▸ AIM OF THE EXERCISE
Return the records exactly, from the first line through the "Image resolution: width=913" line.

*** DATA PROVIDED ***

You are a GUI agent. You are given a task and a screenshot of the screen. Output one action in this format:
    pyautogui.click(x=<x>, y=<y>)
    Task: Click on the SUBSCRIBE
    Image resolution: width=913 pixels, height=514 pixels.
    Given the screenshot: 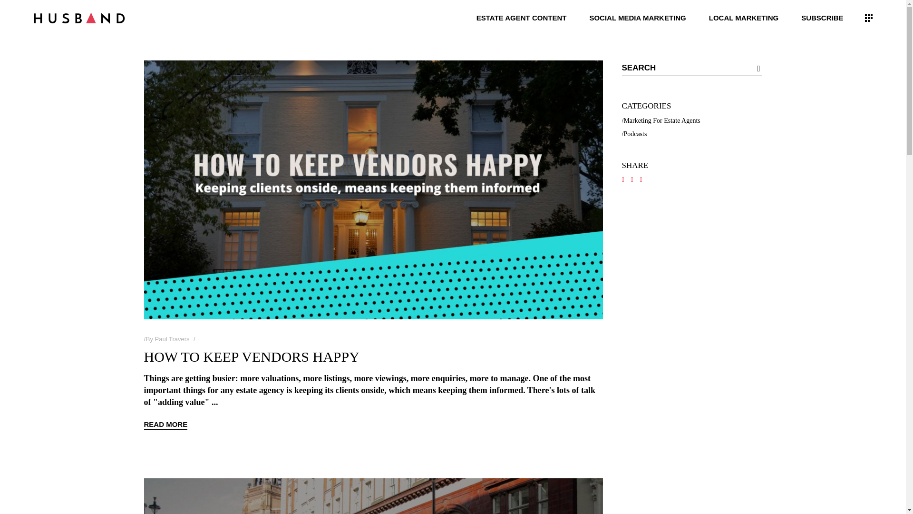 What is the action you would take?
    pyautogui.click(x=822, y=17)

*** End of DATA PROVIDED ***

▸ RESPONSE
You are a GUI agent. You are given a task and a screenshot of the screen. Output one action in this format:
    pyautogui.click(x=<x>, y=<y>)
    Task: Click on the SUBSCRIBE
    Image resolution: width=913 pixels, height=514 pixels.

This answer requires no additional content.